The story not improbably might have arisen from his having been confounded with a contemporary violin-player of the name of Duranowski, a Pole, to whom in person he bore some resemblance, and who, for some offence or other having been imprisoned at Milan, during the leisure which his captivity afforded, had contrived greatly to improve himself in his art; and when once it was embodied into shape, the fiction naturally enough might have obtained the more credence, from the fact that two of his most distinguished predecessors, Tartini and Lolly, had attained to the great mastery which they possessed over their instrument during a period of solitude the one within the walls of a cloister, the other in the privacy and retirement of a remote country village.

The squire and his companions were obliged to take seats some distance away from the platform, and as his eyesight was poor, he didn't immediately recognize as an old acquaintance the boy who was standing before the audience with his violin in his hand. "That's he! That's the young violin-player!" whispered Carrie, in a tone of delight. "Isn't he handsome, uncle!"

But they demand a stress of attention, even from the most accomplished beholder, and serious study, to be fully understood; while the Violin-player, the Marriage of the Virgin, and the Vision of Ezekiel go straight to the heart through the portal of sight, and make their home there. It is a pleasure to receive them thus without an effort; if it is not the highest phase of art, it is the happiest.

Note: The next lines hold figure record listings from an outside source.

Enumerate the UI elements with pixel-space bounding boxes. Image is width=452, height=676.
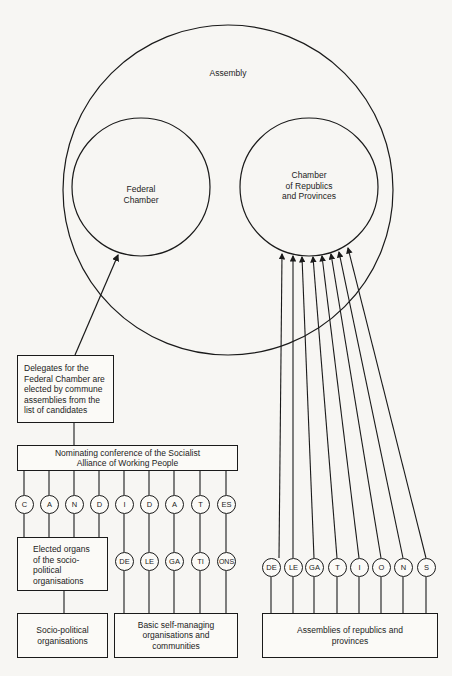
left-delegations-node-le: LE bbox=[140, 552, 159, 571]
republics-chamber-label: Chamber of Republics and Provinces bbox=[264, 170, 354, 202]
assembly-label: Assembly bbox=[198, 68, 258, 79]
right-delegations-node-de: DE bbox=[262, 558, 281, 577]
left-delegations-node-ons: ONS bbox=[217, 552, 236, 571]
candidates-node-c: C bbox=[15, 495, 34, 514]
candidates-node-d2: D bbox=[140, 495, 159, 514]
right-delegations-node-o: O bbox=[372, 558, 391, 577]
delegates-box: Delegates for the Federal Chamber are el… bbox=[17, 355, 114, 423]
candidates-node-d: D bbox=[90, 495, 109, 514]
assemblies-republics-box: Assemblies of republics and provinces bbox=[262, 613, 438, 658]
left-delegations-node-ti: TI bbox=[191, 552, 210, 571]
right-delegations-node-le: LE bbox=[284, 558, 303, 577]
nominating-conference-box: Nominating conference of the Socialist A… bbox=[17, 445, 238, 471]
elected-organs-box: Elected organs of the socio-political or… bbox=[17, 537, 108, 591]
basic-self-managing-box: Basic self-managing organisations and co… bbox=[114, 613, 238, 658]
candidates-node-i: I bbox=[115, 495, 134, 514]
candidates-node-es: ES bbox=[217, 495, 236, 514]
candidates-node-n: N bbox=[65, 495, 84, 514]
socio-political-box: Socio-political organisations bbox=[17, 613, 108, 658]
right-delegations-node-s: S bbox=[417, 558, 436, 577]
left-delegations-node-ga: GA bbox=[165, 552, 184, 571]
federal-chamber-label: Federal Chamber bbox=[111, 184, 171, 205]
right-delegations-node-i: I bbox=[350, 558, 369, 577]
candidates-node-a2: A bbox=[165, 495, 184, 514]
right-delegations-node-ga: GA bbox=[305, 558, 324, 577]
left-delegations-node-de: DE bbox=[115, 552, 134, 571]
candidates-node-a: A bbox=[40, 495, 59, 514]
right-delegations-node-t: T bbox=[328, 558, 347, 577]
candidates-node-t: T bbox=[191, 495, 210, 514]
right-delegations-node-n: N bbox=[394, 558, 413, 577]
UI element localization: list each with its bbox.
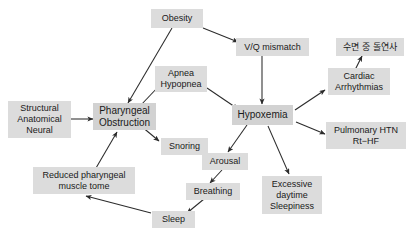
node-excessive-daytime-sleepiness[interactable]: Excessive daytime Sleepiness	[262, 176, 322, 214]
node-sudden-death-during-sleep[interactable]: 수면 중 돌연사	[336, 38, 404, 56]
node-sleepiness-line-1: Excessive	[272, 179, 313, 190]
node-sleepiness-line-3: Sleepiness	[270, 201, 314, 212]
node-pulmonary-htn-line-1: Pulmonary HTN	[334, 125, 398, 136]
node-obesity-label: Obesity	[162, 13, 193, 24]
edge-hypoxemia-to-arousal	[228, 125, 247, 152]
diagram-canvas: Structural Anatomical Neural Obesity Pha…	[0, 0, 415, 239]
edge-arousal-to-breathing	[210, 170, 222, 183]
node-muscle-tone-line-2: muscle tome	[58, 181, 109, 192]
node-sleepiness-line-2: daytime	[276, 190, 308, 201]
node-sudden-death-label: 수면 중 돌연사	[343, 42, 397, 53]
node-pulmonary-htn[interactable]: Pulmonary HTN Rt−HF	[326, 122, 406, 149]
node-apnea-line-2: Hypopnea	[160, 79, 201, 90]
edge-obesity-to-vq	[203, 28, 238, 42]
node-pharyngeal-obstruction-line-1: Pharyngeal	[99, 105, 150, 117]
node-hypoxemia-label: Hypoxemia	[237, 109, 287, 121]
edge-hypoxemia-to-pulmonary-htn	[296, 122, 325, 134]
node-cardiac-line-2: Arrhythmias	[335, 82, 383, 93]
edge-hypoxemia-to-cardiac	[295, 90, 325, 110]
node-reduced-pharyngeal-muscle-tone[interactable]: Reduced pharyngeal muscle tome	[33, 167, 135, 194]
node-pharyngeal-obstruction[interactable]: Pharyngeal Obstruction	[93, 103, 156, 130]
node-vq-mismatch[interactable]: V/Q mismatch	[236, 38, 309, 56]
node-snoring-label: Snoring	[169, 141, 200, 152]
node-vq-mismatch-label: V/Q mismatch	[244, 42, 301, 53]
edge-muscle-tone-to-obstruction	[96, 132, 117, 168]
node-muscle-tone-line-1: Reduced pharyngeal	[42, 170, 125, 181]
node-arousal[interactable]: Arousal	[202, 153, 248, 170]
node-arousal-label: Arousal	[210, 156, 241, 167]
node-cardiac-line-1: Cardiac	[343, 71, 374, 82]
node-structural-line-2: Anatomical	[17, 114, 62, 125]
node-breathing[interactable]: Breathing	[186, 183, 240, 200]
node-pulmonary-htn-line-2: Rt−HF	[353, 136, 379, 147]
node-obesity[interactable]: Obesity	[151, 9, 203, 28]
edge-sleep-to-muscle-tone	[86, 196, 151, 213]
edge-hypoxemia-to-sleepiness	[268, 126, 289, 174]
node-structural-line-3: Neural	[26, 125, 53, 136]
node-pharyngeal-obstruction-line-2: Obstruction	[99, 117, 150, 129]
node-structural-line-1: Structural	[20, 103, 59, 114]
node-breathing-label: Breathing	[194, 186, 233, 197]
node-snoring[interactable]: Snoring	[161, 138, 208, 155]
node-sleep[interactable]: Sleep	[152, 211, 195, 228]
node-apnea-line-1: Apnea	[168, 68, 194, 79]
node-structural[interactable]: Structural Anatomical Neural	[8, 101, 71, 138]
node-hypoxemia[interactable]: Hypoxemia	[232, 105, 293, 125]
node-sleep-label: Sleep	[162, 214, 185, 225]
node-apnea-hypopnea[interactable]: Apnea Hypopnea	[155, 66, 207, 92]
node-cardiac-arrhythmias[interactable]: Cardiac Arrhythmias	[328, 68, 390, 95]
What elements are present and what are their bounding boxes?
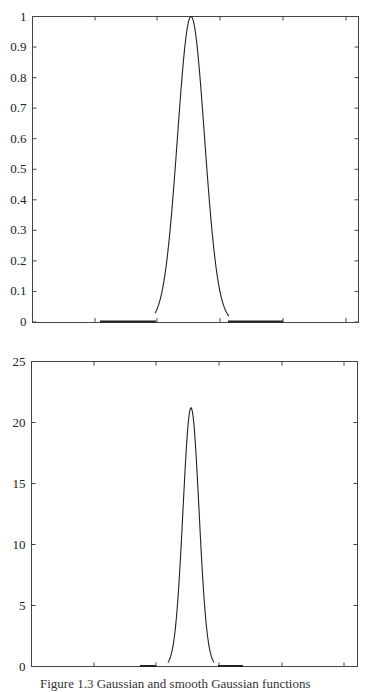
bottom-peak-curve — [168, 408, 214, 663]
top-plot: 00.10.20.30.40.50.60.70.80.91 — [10, 9, 358, 330]
y-tick-label: 10 — [13, 537, 26, 552]
top-gaussian-curve — [155, 17, 229, 317]
y-tick-label: 20 — [13, 415, 26, 430]
y-tick-label: 0.9 — [10, 39, 26, 54]
y-tick-label: 0.6 — [10, 131, 27, 146]
y-tick-label: 0.4 — [10, 192, 27, 207]
y-tick-label: 0.3 — [10, 222, 26, 237]
y-tick-label: 1 — [20, 9, 27, 24]
top-x-ticks — [95, 17, 346, 323]
bottom-x-ticks — [94, 362, 344, 667]
y-tick-label: 15 — [13, 476, 26, 491]
y-tick-label: 0 — [19, 659, 26, 674]
y-tick-label: 0.7 — [10, 100, 27, 115]
y-tick-label: 0.8 — [10, 70, 26, 85]
y-tick-label: 0.1 — [10, 283, 26, 298]
y-tick-label: 25 — [13, 354, 26, 369]
bottom-plot: 0510152025 — [13, 354, 358, 674]
y-tick-label: 0 — [20, 314, 27, 329]
y-tick-label: 5 — [19, 598, 26, 613]
figure-caption: Figure 1.3 Gaussian and smooth Gaussian … — [40, 676, 310, 692]
bottom-plot-frame — [32, 362, 358, 667]
y-tick-label: 0.2 — [10, 253, 26, 268]
y-tick-label: 0.5 — [10, 161, 26, 176]
bottom-y-ticks: 0510152025 — [13, 354, 358, 674]
top-plot-frame — [33, 17, 359, 323]
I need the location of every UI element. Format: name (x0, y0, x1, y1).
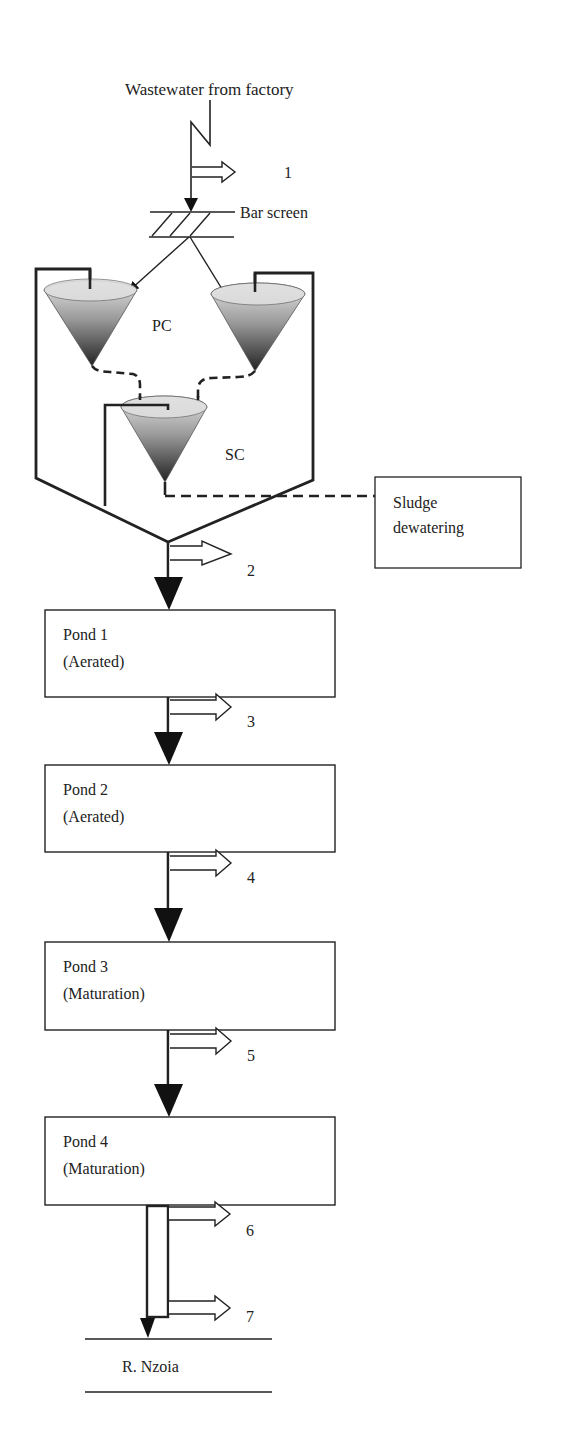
sampling-label-3: 3 (247, 713, 255, 730)
sampling-label-1: 1 (284, 164, 292, 181)
pond-2-name: Pond 2 (63, 781, 108, 798)
inlet-arrow-icon (184, 198, 198, 212)
river-label: R. Nzoia (122, 1358, 179, 1375)
bar-screen: Bar screen (149, 204, 308, 237)
sludge-label-line1: Sludge (393, 494, 437, 512)
inlet-pipe (184, 100, 210, 212)
sampling-label-2: 2 (247, 562, 255, 579)
pc-label: PC (152, 317, 172, 334)
sludge-line-pc-right-to-sc (198, 371, 255, 400)
flow-pipe-2: 2 (154, 541, 255, 610)
pond-2-type: (Aerated) (63, 808, 124, 826)
pond-4-type: (Maturation) (63, 1160, 145, 1178)
sampling-label-7: 7 (246, 1308, 254, 1325)
down-arrow-icon (154, 577, 183, 610)
title-wastewater-source: Wastewater from factory (125, 80, 294, 99)
wastewater-treatment-flow-diagram: Wastewater from factory 1 Bar screen PC (0, 0, 561, 1455)
flow-pipe-3: 3 (154, 694, 255, 765)
hollow-arrow-icon (170, 541, 231, 565)
pond-2: Pond 2 (Aerated) (45, 765, 335, 852)
secondary-clarifier (121, 396, 207, 482)
sc-label: SC (225, 446, 245, 463)
sludge-label-line2: dewatering (393, 519, 464, 537)
pond-1-name: Pond 1 (63, 626, 108, 643)
sludge-dewatering-box: Sludge dewatering (375, 477, 521, 568)
pond-3-type: (Maturation) (63, 985, 145, 1003)
hollow-arrow-icon (169, 1296, 230, 1320)
sampling-label-4: 4 (247, 869, 255, 886)
flow-arrow-to-pc-left (130, 237, 189, 290)
flow-pipe-4: 4 (154, 850, 255, 942)
down-arrow-icon (154, 732, 183, 765)
pond-4-name: Pond 4 (63, 1133, 108, 1150)
sludge-line-pc-left-to-sc (92, 366, 140, 400)
sampling-label-5: 5 (247, 1047, 255, 1064)
river-nzoia: R. Nzoia (85, 1339, 272, 1392)
final-outlet-channel: 6 7 (140, 1202, 254, 1338)
hollow-arrow-icon (170, 850, 231, 876)
down-arrow-icon (154, 908, 183, 942)
primary-clarifier-right (211, 273, 305, 371)
pond-3-name: Pond 3 (63, 958, 108, 975)
sampling-label-6: 6 (246, 1222, 254, 1239)
flow-pipe-5: 5 (154, 1028, 255, 1117)
pond-4: Pond 4 (Maturation) (45, 1117, 335, 1205)
pond-3: Pond 3 (Maturation) (45, 942, 335, 1030)
hollow-arrow-icon (170, 694, 231, 720)
primary-clarifier-left (44, 269, 137, 366)
down-arrow-icon (154, 1084, 183, 1117)
bar-screen-label: Bar screen (240, 204, 308, 221)
down-arrow-icon (140, 1318, 155, 1338)
pond-1: Pond 1 (Aerated) (45, 610, 335, 697)
hollow-arrow-icon (170, 1028, 231, 1054)
sampling-point-1: 1 (192, 162, 292, 182)
hollow-arrow-icon (192, 162, 235, 182)
pond-1-type: (Aerated) (63, 653, 124, 671)
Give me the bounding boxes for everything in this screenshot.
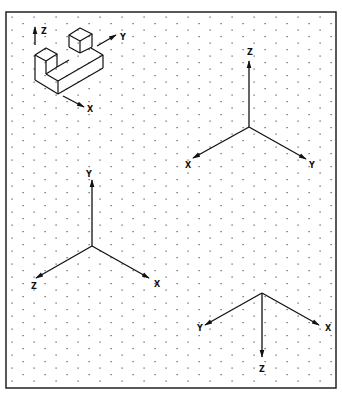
middle-left-y-label: Y [85, 170, 92, 179]
top-right-y-label: Y [308, 161, 315, 170]
bottom-right-x-label: X [325, 324, 332, 333]
block-y-label: Y [119, 33, 126, 42]
top-right-x-label: X [185, 161, 192, 170]
isometric-axes-diagram: Z Y X Z X Y Y Z X Z Y X [0, 0, 342, 395]
bottom-right-y-label: Y [196, 324, 203, 333]
top-right-z-label: Z [247, 48, 253, 57]
middle-left-z-label: Z [31, 282, 37, 291]
bottom-right-z-label: Z [259, 365, 265, 374]
block-x-label: X [87, 105, 94, 114]
middle-left-x-label: X [154, 280, 161, 289]
block-z-label: Z [41, 27, 47, 36]
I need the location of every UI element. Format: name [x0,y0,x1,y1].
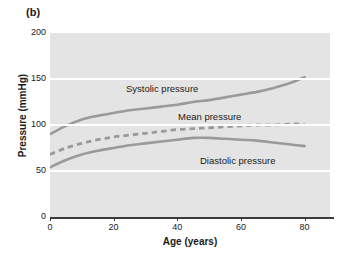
figure-panel-b: (b) Systolic pressure Mean pressure Dias… [0,0,341,262]
gridline-50 [50,170,330,172]
x-tick-60 [241,217,242,221]
x-tick-40 [177,217,178,221]
series-label-diastolic: Diastolic pressure [200,155,276,166]
plot-area: Systolic pressure Mean pressure Diastoli… [50,33,330,217]
gridline-100 [50,124,330,126]
series-label-systolic: Systolic pressure [126,83,198,94]
x-tick-label-40: 40 [165,222,189,232]
x-tick-0 [50,217,51,221]
gridline-150 [50,78,330,80]
x-axis-line [50,217,334,219]
y-tick-label-0: 0 [20,211,46,221]
y-tick-label-200: 200 [20,27,46,37]
y-axis-title: Pressure (mmHg) [17,41,28,191]
x-tick-80 [305,217,306,221]
x-tick-label-20: 20 [102,222,126,232]
x-tick-20 [114,217,115,221]
x-axis-title: Age (years) [50,236,330,247]
x-tick-label-80: 80 [293,222,317,232]
x-tick-label-60: 60 [229,222,253,232]
series-label-mean: Mean pressure [178,111,241,122]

Professor Lorenzo Riccabocca, whose fame as an elocutionist and dramatic reader has made his name a household word throughout Europe and America, will give some of his choice recitals and personations, assisted by Philip de Gray, the wonderful boy-musician, whose talent as a violin-player has been greeted with rapturous applause in all parts of the United States.

This Jacopo was a famous violin-player of his day, who had settled at the Moro's court, and who after Lodovico's fall left Milan for Rome, where he became the friend of Raphael and Castiglione, and is said to have served as model for the laurel-crowned Apollo of the Parnassus, in the Vatican Stanze.